Work to complete:
Word for word, restate each entry that appears below.

━━━━━━━━━━

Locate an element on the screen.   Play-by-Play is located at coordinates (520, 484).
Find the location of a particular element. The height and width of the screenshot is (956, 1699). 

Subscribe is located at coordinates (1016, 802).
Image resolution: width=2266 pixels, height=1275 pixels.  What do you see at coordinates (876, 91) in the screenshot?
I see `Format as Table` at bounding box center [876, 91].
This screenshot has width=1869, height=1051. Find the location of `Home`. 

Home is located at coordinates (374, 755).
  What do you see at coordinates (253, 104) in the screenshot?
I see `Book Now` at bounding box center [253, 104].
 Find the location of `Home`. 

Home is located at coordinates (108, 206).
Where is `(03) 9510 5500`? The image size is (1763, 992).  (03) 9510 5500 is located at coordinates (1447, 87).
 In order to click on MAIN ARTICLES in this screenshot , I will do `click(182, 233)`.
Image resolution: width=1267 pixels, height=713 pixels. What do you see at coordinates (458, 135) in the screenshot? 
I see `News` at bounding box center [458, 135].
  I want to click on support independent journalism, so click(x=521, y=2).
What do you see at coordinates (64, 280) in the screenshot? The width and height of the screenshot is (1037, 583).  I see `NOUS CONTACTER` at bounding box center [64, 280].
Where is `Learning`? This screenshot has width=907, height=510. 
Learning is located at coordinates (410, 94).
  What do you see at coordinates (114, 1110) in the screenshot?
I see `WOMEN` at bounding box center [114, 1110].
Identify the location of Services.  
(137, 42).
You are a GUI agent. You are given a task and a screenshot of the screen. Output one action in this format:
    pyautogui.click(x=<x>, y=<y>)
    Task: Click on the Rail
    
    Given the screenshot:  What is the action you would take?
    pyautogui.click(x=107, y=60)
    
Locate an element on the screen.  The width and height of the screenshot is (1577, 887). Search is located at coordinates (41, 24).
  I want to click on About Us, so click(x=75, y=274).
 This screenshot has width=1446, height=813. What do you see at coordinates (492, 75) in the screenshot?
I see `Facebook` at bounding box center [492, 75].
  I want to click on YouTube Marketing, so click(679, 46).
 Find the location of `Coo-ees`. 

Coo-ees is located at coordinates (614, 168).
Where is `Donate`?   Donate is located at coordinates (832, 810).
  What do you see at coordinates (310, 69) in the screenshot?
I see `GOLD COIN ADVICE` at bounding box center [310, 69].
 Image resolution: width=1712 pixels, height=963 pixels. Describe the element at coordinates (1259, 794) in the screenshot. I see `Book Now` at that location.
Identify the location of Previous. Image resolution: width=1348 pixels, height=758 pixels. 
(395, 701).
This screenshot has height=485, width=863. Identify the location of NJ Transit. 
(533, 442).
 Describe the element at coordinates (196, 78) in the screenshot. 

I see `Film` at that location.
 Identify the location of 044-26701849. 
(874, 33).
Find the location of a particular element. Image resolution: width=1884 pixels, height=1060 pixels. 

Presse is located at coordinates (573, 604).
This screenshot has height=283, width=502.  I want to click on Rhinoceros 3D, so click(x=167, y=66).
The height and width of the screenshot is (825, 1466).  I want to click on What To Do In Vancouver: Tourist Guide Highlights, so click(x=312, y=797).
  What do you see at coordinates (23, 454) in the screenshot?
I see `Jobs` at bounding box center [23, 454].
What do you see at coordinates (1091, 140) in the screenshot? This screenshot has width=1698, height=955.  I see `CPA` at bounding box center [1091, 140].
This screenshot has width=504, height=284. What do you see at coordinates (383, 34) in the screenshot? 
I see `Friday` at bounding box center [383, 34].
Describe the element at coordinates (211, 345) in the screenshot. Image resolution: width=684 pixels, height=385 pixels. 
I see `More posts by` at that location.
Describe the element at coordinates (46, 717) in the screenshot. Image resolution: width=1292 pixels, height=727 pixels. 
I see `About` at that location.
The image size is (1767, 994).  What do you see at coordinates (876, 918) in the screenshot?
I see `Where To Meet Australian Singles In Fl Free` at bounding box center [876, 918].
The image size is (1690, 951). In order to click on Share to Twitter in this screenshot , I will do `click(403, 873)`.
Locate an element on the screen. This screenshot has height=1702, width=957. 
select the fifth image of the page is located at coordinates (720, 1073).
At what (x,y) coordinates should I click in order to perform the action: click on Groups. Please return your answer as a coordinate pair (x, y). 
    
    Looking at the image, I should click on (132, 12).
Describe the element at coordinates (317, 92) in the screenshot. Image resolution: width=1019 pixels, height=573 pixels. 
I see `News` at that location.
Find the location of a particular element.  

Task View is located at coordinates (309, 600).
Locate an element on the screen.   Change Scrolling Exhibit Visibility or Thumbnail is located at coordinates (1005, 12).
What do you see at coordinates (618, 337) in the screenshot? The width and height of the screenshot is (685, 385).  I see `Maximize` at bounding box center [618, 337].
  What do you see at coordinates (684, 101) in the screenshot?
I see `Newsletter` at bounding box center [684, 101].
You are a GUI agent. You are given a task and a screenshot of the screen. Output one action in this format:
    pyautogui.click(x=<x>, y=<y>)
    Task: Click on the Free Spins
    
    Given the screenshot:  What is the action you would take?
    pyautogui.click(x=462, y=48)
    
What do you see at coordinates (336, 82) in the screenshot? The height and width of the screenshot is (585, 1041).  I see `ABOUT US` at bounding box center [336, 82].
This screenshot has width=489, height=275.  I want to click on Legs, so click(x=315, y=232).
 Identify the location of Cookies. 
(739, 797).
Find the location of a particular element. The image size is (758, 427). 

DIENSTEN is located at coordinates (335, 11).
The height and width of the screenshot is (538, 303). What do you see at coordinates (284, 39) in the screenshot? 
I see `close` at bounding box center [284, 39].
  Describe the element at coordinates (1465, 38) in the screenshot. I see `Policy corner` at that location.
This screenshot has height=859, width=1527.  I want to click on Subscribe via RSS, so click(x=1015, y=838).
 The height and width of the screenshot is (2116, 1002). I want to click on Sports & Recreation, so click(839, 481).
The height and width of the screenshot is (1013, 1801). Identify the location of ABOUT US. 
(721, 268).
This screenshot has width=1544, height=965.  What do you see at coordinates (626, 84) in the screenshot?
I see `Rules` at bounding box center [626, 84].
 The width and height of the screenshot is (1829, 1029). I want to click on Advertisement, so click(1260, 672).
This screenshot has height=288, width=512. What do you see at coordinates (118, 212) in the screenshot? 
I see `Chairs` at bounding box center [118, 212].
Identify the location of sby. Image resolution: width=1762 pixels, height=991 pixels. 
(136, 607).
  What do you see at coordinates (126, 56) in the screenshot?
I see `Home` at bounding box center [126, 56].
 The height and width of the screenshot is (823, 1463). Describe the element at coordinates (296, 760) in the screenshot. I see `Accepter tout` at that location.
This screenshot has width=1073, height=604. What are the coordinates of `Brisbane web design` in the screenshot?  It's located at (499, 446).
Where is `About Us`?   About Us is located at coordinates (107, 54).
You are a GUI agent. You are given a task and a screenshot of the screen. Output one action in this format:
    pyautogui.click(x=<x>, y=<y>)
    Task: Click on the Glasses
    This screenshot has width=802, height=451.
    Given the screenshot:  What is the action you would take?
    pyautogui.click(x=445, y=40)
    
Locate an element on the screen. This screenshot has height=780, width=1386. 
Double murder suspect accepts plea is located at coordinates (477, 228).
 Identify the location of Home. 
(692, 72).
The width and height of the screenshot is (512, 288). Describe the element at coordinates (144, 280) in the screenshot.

━━━━━━━━━━

Answer box:
Locate an element on the screen.   Play-by-Play is located at coordinates (520, 484).
Find the location of a particular element. The height and width of the screenshot is (956, 1699). 

Subscribe is located at coordinates (1016, 802).
Image resolution: width=2266 pixels, height=1275 pixels.  What do you see at coordinates (876, 91) in the screenshot?
I see `Format as Table` at bounding box center [876, 91].
This screenshot has width=1869, height=1051. Find the location of `Home`. 

Home is located at coordinates (374, 755).
  What do you see at coordinates (253, 104) in the screenshot?
I see `Book Now` at bounding box center [253, 104].
 Find the location of `Home`. 

Home is located at coordinates (108, 206).
Where is `(03) 9510 5500`? The image size is (1763, 992).  (03) 9510 5500 is located at coordinates (1447, 87).
 In order to click on MAIN ARTICLES in this screenshot , I will do `click(182, 233)`.
Image resolution: width=1267 pixels, height=713 pixels. What do you see at coordinates (458, 135) in the screenshot? 
I see `News` at bounding box center [458, 135].
  I want to click on support independent journalism, so click(x=521, y=2).
What do you see at coordinates (64, 280) in the screenshot? The width and height of the screenshot is (1037, 583).  I see `NOUS CONTACTER` at bounding box center [64, 280].
Where is `Learning`? This screenshot has width=907, height=510. 
Learning is located at coordinates (410, 94).
  What do you see at coordinates (114, 1110) in the screenshot?
I see `WOMEN` at bounding box center [114, 1110].
Identify the location of Services.  
(137, 42).
You are a GUI agent. You are given a task and a screenshot of the screen. Output one action in this format:
    pyautogui.click(x=<x>, y=<y>)
    Task: Click on the Rail
    
    Given the screenshot:  What is the action you would take?
    pyautogui.click(x=107, y=60)
    
Locate an element on the screen.  The width and height of the screenshot is (1577, 887). Search is located at coordinates (41, 24).
  I want to click on About Us, so click(x=75, y=274).
 This screenshot has width=1446, height=813. What do you see at coordinates (492, 75) in the screenshot?
I see `Facebook` at bounding box center [492, 75].
  I want to click on YouTube Marketing, so click(679, 46).
 Find the location of `Coo-ees`. 

Coo-ees is located at coordinates (614, 168).
Where is `Donate`?   Donate is located at coordinates (832, 810).
  What do you see at coordinates (310, 69) in the screenshot?
I see `GOLD COIN ADVICE` at bounding box center [310, 69].
 Image resolution: width=1712 pixels, height=963 pixels. Describe the element at coordinates (1259, 794) in the screenshot. I see `Book Now` at that location.
Identify the location of Previous. Image resolution: width=1348 pixels, height=758 pixels. 
(395, 701).
This screenshot has height=485, width=863. Identify the location of NJ Transit. 
(533, 442).
 Describe the element at coordinates (196, 78) in the screenshot. 

I see `Film` at that location.
 Identify the location of 044-26701849. 
(874, 33).
Find the location of a particular element. Image resolution: width=1884 pixels, height=1060 pixels. 

Presse is located at coordinates (573, 604).
This screenshot has height=283, width=502.  I want to click on Rhinoceros 3D, so click(x=167, y=66).
The height and width of the screenshot is (825, 1466).  I want to click on What To Do In Vancouver: Tourist Guide Highlights, so click(x=312, y=797).
  What do you see at coordinates (23, 454) in the screenshot?
I see `Jobs` at bounding box center [23, 454].
What do you see at coordinates (1091, 140) in the screenshot? This screenshot has width=1698, height=955.  I see `CPA` at bounding box center [1091, 140].
This screenshot has width=504, height=284. What do you see at coordinates (383, 34) in the screenshot? 
I see `Friday` at bounding box center [383, 34].
Describe the element at coordinates (211, 345) in the screenshot. Image resolution: width=684 pixels, height=385 pixels. 
I see `More posts by` at that location.
Describe the element at coordinates (46, 717) in the screenshot. Image resolution: width=1292 pixels, height=727 pixels. 
I see `About` at that location.
The image size is (1767, 994).  What do you see at coordinates (876, 918) in the screenshot?
I see `Where To Meet Australian Singles In Fl Free` at bounding box center [876, 918].
The image size is (1690, 951). In order to click on Share to Twitter in this screenshot , I will do `click(403, 873)`.
Locate an element on the screen. This screenshot has height=1702, width=957. 
select the fifth image of the page is located at coordinates (720, 1073).
At what (x,y) coordinates should I click in order to perform the action: click on Groups. Please return your answer as a coordinate pair (x, y). 
    
    Looking at the image, I should click on (132, 12).
Describe the element at coordinates (317, 92) in the screenshot. Image resolution: width=1019 pixels, height=573 pixels. 
I see `News` at that location.
Find the location of a particular element.  

Task View is located at coordinates (309, 600).
Locate an element on the screen.   Change Scrolling Exhibit Visibility or Thumbnail is located at coordinates (1005, 12).
What do you see at coordinates (618, 337) in the screenshot? The width and height of the screenshot is (685, 385).  I see `Maximize` at bounding box center [618, 337].
  What do you see at coordinates (684, 101) in the screenshot?
I see `Newsletter` at bounding box center [684, 101].
You are a GUI agent. You are given a task and a screenshot of the screen. Output one action in this format:
    pyautogui.click(x=<x>, y=<y>)
    Task: Click on the Free Spins
    
    Given the screenshot:  What is the action you would take?
    pyautogui.click(x=462, y=48)
    
What do you see at coordinates (336, 82) in the screenshot? The height and width of the screenshot is (585, 1041).  I see `ABOUT US` at bounding box center [336, 82].
This screenshot has width=489, height=275.  I want to click on Legs, so click(x=315, y=232).
 Identify the location of Cookies. 
(739, 797).
Find the location of a particular element. The image size is (758, 427). 

DIENSTEN is located at coordinates (335, 11).
The height and width of the screenshot is (538, 303). What do you see at coordinates (284, 39) in the screenshot? 
I see `close` at bounding box center [284, 39].
  Describe the element at coordinates (1465, 38) in the screenshot. I see `Policy corner` at that location.
This screenshot has height=859, width=1527.  I want to click on Subscribe via RSS, so click(x=1015, y=838).
 The height and width of the screenshot is (2116, 1002). I want to click on Sports & Recreation, so click(839, 481).
The height and width of the screenshot is (1013, 1801). Identify the location of ABOUT US. 
(721, 268).
This screenshot has width=1544, height=965.  What do you see at coordinates (626, 84) in the screenshot?
I see `Rules` at bounding box center [626, 84].
 The width and height of the screenshot is (1829, 1029). I want to click on Advertisement, so click(1260, 672).
This screenshot has height=288, width=512. What do you see at coordinates (118, 212) in the screenshot? 
I see `Chairs` at bounding box center [118, 212].
Identify the location of sby. Image resolution: width=1762 pixels, height=991 pixels. 
(136, 607).
  What do you see at coordinates (126, 56) in the screenshot?
I see `Home` at bounding box center [126, 56].
 The height and width of the screenshot is (823, 1463). Describe the element at coordinates (296, 760) in the screenshot. I see `Accepter tout` at that location.
This screenshot has width=1073, height=604. What are the coordinates of `Brisbane web design` in the screenshot?  It's located at (499, 446).
Where is `About Us`?   About Us is located at coordinates (107, 54).
You are a GUI agent. You are given a task and a screenshot of the screen. Output one action in this format:
    pyautogui.click(x=<x>, y=<y>)
    Task: Click on the Glasses
    This screenshot has width=802, height=451.
    Given the screenshot:  What is the action you would take?
    pyautogui.click(x=445, y=40)
    
Locate an element on the screen. This screenshot has height=780, width=1386. 
Double murder suspect accepts plea is located at coordinates (477, 228).
 Identify the location of Home. 
(692, 72).
The width and height of the screenshot is (512, 288). Describe the element at coordinates (144, 280) in the screenshot.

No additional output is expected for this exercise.